The Initial Disclosure - To Whom Do You Give It?
Your basic responsibility at the time of account opening, under Regulation CC, is to give the depositor a disclosure of your funds availability policy. However, not all depositors on all accounts are entitled to the disclosure.
Regulation CC only requires that you give the disclosure to holders of “transaction” accounts. [12 CFR 229.17 and .2(a)] Basically, a transaction account is one against which the depositor can write an unlimited number of checks or make an unlimited number of transfers in some other way to third parties. [12 CFR 204.2(e)] The most common examples of transaction accounts are checking accounts, NOW accounts, and share draft accounts. Money market deposit accounts, or MMDAs as they are sometimes called, are not transaction accounts because, although some institutions allow the depositor to write checks against the account or make other third-party transfers, the number of checks or third-party transfers is limited to no more than six preauthorized transfers per month. This restriction makes MMDAs savings deposits rather than transaction accounts. And, of course, regular savings accounts and time deposits are not transaction accounts because they generally do not allow any check writing and restrict third-party transfers.
Although you are only required to give the funds availability policy disclosure to holders of transaction accounts, you are not prohibited from also giving the disclosure to holders of other types of accounts. Some institutions have decided to give the disclosure to all new account holders, whether they are opening transaction accounts or not, to eliminate the possibility of failing to give it in a required situation. Of course, your actual availability policy for nontransaction accounts must match what your disclosure says if you give your disclosure to nontransaction account holders.
In the Regulation CC - Funds Availability Disclosures section, the word “account” will mean only “transaction account.”)
If an account has more than one depositor, you are only required to give the disclosure to one of them. [12 CFR 229.15(c)] Similarly, if a customer is opening more than one account at the same time, and the same funds availability policy applies to all the accounts, you only need to give that customer one disclosure. [12 CFR 229.15(c)] Neither the Regulation nor the Commentary address the issue of whether a depositor opening an account is entitled to the disclosure if the depositor has received the disclosure on an earlier date, either by opening an account at the earlier time or by having received it from you in a mailing. Since the issue is not addressed, we feel the safest approach is to give the disclosure to such a depositor.
Unlike other “disclosure” regulations such as Regulation Z (Truth-in-Lending) and Regulation E (Electronic Funds Transfers), Regulation CC is not limited in coverage to situations involving “consumers.” The disclosure requirements of Regulation CC apply whether the account holder is an individual, a partnership, a corporation, or any other sort of entity (with the exception of a few we’ll list momentarily) so long as the account being opened is a transaction account. And the purpose for opening the account, whether business or personal, does not matter. However, if the account holder is a bank, a savings and loan, a credit union, a mutual savings bank, a savings bank, an office of a “foreign bank,” or the U.S. Treasury, then the disclosure requirements of Regulation CC do not apply, even if the account is a transaction account. [12 CFR 229.2(a)(2)]
(Incidentally, Regulation CC does contain a definition of “consumer account.” How-ever, the term is only used in three circumstances, all of which will be discussed in more detail in Part II of the manual. They are: (1) the requirement that you post a statement of categories and availability periods at locations where deposits to “consumer accounts” are received, Section 229.18(b); (2) the requirement that you send notice of a change in your funds availability policy to holders of “consumer accounts,” Section 229.18(e); and (3) the option to use “calculated availability” on “nonconsumer accounts,” Section 229.19(d). Whether an account is a “consumer account” or not is of no relevance to whether you give the depositor an initial disclosure.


Work item » Exactly reproduce the lines from the line bearing "What data populates" through the end of the listing, inclusive of both; pictures are to be omitted.

=== Section Start ===

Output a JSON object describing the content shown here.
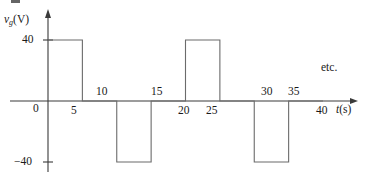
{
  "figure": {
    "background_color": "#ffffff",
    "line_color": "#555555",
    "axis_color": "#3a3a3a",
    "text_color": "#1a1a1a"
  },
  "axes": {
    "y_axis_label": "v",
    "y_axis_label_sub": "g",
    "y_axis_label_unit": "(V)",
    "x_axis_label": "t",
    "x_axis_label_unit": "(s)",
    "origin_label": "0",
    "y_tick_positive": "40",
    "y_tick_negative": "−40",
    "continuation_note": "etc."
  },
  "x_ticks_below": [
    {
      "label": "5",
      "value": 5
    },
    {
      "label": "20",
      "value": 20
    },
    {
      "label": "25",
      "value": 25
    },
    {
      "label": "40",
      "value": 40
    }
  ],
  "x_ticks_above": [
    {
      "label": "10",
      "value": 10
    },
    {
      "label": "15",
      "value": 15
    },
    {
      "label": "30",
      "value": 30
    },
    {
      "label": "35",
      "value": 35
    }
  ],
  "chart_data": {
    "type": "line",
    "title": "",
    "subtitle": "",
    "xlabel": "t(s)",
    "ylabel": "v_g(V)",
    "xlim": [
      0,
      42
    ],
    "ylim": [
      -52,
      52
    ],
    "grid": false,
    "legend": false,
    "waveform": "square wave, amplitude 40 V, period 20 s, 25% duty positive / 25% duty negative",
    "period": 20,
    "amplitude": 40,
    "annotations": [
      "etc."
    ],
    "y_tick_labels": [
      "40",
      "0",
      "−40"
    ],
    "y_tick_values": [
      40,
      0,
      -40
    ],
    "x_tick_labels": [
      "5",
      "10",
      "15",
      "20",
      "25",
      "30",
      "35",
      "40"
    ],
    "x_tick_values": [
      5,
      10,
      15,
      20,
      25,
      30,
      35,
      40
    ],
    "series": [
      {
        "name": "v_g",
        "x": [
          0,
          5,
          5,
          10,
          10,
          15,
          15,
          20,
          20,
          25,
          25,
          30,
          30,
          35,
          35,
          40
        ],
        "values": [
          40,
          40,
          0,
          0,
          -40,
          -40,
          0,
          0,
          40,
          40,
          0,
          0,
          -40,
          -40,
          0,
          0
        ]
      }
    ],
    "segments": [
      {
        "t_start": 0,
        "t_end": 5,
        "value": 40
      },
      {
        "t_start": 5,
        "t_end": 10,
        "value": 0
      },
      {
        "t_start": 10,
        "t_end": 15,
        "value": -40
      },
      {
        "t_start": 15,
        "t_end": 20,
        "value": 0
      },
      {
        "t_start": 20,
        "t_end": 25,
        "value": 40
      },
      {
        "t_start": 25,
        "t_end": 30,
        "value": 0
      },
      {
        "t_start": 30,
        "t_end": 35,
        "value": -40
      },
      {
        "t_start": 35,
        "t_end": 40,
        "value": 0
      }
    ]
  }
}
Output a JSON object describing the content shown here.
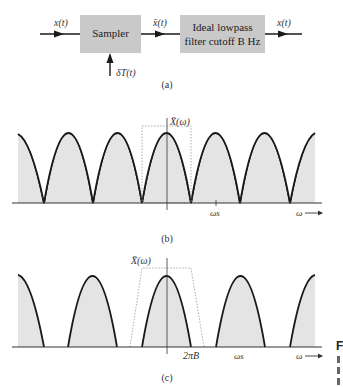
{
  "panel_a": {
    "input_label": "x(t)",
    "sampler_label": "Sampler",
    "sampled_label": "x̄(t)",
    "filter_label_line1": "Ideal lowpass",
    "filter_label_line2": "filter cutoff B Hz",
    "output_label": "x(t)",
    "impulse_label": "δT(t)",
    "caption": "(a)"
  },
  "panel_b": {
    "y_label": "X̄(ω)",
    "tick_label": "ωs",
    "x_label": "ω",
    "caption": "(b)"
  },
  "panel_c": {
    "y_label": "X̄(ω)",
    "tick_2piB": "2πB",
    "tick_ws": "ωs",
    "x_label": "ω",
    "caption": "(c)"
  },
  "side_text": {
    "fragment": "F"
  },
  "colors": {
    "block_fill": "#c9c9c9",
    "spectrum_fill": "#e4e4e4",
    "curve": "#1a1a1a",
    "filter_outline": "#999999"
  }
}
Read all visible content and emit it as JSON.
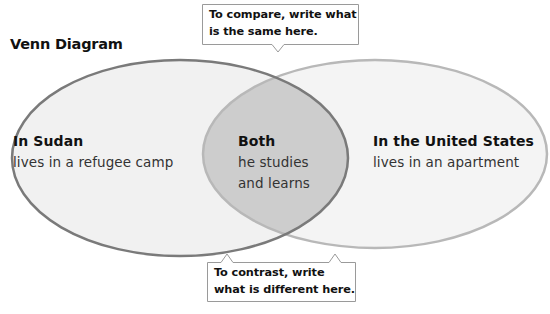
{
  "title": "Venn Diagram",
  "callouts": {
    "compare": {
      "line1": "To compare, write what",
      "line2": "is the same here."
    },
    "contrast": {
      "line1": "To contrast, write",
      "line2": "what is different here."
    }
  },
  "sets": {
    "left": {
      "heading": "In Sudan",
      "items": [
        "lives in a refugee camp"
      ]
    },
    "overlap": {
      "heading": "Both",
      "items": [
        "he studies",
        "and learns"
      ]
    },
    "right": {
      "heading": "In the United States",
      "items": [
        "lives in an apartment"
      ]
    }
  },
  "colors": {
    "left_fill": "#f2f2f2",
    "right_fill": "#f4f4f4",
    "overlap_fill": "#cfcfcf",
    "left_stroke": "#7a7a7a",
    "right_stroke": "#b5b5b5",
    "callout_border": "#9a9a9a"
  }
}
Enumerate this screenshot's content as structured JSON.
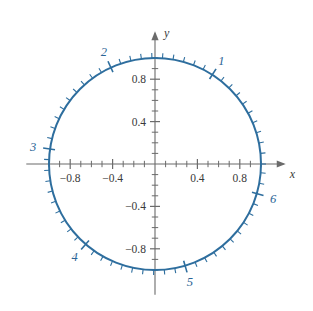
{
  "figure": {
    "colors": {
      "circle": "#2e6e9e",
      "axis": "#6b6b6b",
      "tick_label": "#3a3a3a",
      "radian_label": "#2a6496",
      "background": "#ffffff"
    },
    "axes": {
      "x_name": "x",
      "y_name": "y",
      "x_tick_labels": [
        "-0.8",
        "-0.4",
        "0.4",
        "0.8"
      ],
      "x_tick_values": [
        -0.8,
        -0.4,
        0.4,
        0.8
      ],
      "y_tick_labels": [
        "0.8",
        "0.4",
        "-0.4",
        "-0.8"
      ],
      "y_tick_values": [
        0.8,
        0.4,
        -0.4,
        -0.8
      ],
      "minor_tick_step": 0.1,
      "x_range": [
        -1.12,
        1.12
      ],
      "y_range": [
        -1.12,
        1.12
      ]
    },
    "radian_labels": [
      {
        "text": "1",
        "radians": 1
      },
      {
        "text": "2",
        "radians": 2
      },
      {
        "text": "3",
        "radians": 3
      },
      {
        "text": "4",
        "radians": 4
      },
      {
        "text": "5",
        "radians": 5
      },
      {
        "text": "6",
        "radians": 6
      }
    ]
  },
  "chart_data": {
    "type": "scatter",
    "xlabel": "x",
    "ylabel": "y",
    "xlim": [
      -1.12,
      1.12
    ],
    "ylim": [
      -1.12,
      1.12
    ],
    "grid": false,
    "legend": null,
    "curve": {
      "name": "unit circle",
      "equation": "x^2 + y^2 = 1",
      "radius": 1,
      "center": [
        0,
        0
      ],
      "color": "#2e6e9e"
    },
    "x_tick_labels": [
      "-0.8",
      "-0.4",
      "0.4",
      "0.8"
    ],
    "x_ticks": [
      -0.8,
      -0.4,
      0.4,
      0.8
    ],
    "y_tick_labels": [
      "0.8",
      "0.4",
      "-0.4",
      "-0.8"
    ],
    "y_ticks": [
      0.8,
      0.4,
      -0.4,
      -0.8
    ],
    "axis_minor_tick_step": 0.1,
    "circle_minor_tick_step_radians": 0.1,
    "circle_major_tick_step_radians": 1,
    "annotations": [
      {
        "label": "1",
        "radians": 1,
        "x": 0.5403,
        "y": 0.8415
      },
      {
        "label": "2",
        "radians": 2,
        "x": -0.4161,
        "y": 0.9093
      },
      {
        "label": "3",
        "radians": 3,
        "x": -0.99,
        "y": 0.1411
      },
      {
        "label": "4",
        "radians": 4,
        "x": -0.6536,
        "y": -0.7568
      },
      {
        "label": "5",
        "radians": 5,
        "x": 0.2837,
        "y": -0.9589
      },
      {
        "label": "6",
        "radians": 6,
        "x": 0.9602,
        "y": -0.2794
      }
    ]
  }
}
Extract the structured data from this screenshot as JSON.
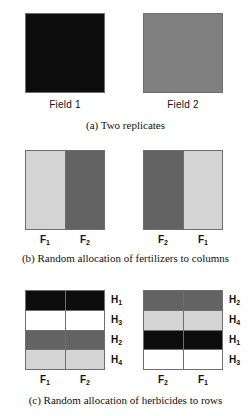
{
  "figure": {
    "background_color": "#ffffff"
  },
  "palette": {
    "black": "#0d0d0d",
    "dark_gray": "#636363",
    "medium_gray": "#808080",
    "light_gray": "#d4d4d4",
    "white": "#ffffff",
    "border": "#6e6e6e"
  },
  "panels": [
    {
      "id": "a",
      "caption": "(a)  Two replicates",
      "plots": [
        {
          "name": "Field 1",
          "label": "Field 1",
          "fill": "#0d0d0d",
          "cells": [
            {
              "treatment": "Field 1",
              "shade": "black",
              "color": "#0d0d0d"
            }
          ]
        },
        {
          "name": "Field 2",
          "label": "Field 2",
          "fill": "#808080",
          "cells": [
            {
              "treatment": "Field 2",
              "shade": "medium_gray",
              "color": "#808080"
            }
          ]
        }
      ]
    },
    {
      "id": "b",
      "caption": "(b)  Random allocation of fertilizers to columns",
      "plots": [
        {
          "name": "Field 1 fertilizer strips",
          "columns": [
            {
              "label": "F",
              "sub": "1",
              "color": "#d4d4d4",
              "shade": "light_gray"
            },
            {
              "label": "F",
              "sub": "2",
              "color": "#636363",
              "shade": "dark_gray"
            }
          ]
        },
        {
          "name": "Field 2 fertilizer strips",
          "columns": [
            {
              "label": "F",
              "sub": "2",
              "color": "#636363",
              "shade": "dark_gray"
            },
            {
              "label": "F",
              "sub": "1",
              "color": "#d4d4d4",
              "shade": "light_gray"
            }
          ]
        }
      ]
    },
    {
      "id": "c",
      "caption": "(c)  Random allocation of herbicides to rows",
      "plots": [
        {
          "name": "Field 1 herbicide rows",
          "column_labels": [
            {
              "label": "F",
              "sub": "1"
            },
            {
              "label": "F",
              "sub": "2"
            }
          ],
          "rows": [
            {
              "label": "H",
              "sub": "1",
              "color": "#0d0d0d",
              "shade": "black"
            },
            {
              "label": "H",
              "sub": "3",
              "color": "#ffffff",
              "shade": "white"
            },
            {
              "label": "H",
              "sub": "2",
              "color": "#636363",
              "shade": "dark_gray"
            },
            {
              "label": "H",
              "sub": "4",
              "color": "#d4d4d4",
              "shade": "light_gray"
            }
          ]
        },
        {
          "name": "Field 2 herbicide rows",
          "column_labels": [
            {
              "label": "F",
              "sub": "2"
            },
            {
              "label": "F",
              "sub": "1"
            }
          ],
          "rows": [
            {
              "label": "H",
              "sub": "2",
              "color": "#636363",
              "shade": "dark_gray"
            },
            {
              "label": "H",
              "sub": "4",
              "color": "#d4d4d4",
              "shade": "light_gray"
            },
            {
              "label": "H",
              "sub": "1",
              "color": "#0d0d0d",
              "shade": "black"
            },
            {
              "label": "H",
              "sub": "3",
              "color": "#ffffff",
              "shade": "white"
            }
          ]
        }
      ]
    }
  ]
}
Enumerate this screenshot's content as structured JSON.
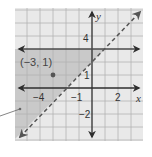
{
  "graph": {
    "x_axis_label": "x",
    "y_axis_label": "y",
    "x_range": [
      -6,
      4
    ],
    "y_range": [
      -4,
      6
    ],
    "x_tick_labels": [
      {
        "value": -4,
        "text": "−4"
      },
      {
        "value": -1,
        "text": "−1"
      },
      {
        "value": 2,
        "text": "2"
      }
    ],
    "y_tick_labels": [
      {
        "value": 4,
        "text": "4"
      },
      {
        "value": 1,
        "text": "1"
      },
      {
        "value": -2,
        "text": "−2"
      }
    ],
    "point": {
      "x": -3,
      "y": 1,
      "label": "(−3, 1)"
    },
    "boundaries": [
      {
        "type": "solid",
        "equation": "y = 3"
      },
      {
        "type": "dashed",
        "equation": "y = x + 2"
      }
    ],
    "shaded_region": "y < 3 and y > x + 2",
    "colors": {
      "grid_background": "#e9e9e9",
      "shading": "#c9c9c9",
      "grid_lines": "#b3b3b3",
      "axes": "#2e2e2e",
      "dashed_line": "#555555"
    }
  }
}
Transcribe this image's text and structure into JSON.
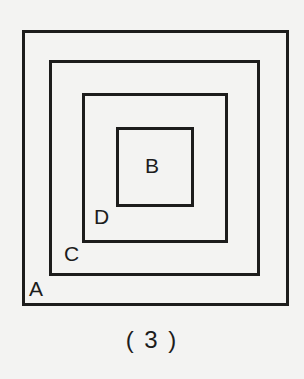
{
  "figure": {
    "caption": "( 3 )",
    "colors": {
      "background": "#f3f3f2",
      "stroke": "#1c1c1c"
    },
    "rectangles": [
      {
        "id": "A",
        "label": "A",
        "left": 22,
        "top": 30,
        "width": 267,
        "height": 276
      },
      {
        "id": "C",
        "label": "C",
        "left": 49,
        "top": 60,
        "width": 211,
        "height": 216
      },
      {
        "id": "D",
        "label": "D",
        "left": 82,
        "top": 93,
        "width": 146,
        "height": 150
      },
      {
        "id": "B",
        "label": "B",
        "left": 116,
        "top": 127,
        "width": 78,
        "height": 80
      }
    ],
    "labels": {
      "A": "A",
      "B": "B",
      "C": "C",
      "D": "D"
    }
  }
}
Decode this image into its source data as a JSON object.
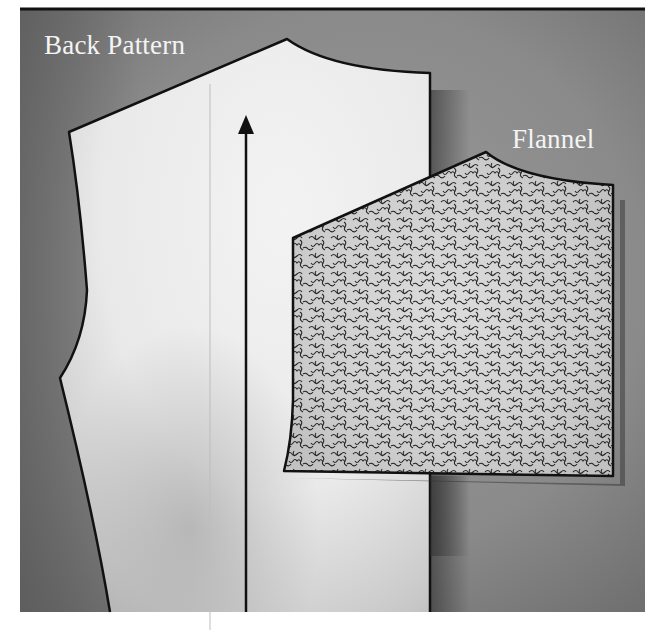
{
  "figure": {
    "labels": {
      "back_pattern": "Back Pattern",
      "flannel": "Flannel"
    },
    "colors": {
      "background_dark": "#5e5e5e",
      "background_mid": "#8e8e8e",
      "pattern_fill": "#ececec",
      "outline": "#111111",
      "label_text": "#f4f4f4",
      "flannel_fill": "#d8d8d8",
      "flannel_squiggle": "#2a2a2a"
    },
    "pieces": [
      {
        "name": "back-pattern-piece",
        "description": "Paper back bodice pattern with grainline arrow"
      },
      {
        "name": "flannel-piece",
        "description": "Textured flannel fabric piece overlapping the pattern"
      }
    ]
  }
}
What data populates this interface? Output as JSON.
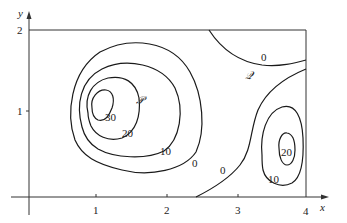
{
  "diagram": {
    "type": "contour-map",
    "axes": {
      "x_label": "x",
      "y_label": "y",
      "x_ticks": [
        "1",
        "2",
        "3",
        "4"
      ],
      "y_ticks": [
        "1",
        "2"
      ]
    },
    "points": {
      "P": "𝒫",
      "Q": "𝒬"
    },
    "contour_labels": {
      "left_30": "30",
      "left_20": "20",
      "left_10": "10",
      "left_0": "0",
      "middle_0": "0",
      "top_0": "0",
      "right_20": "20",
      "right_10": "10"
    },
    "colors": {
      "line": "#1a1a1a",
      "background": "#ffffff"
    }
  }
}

=== Section End ===

Solution to this problem »
What data populates this interface? Output as JSON.
{
  "diagram": {
    "type": "contour-map",
    "axes": {
      "x_label": "x",
      "y_label": "y",
      "x_ticks": [
        "1",
        "2",
        "3",
        "4"
      ],
      "y_ticks": [
        "1",
        "2"
      ]
    },
    "points": {
      "P": "𝒫",
      "Q": "𝒬"
    },
    "contour_labels": {
      "left_30": "30",
      "left_20": "20",
      "left_10": "10",
      "left_0": "0",
      "middle_0": "0",
      "top_0": "0",
      "right_20": "20",
      "right_10": "10"
    },
    "colors": {
      "line": "#1a1a1a",
      "background": "#ffffff"
    }
  }
}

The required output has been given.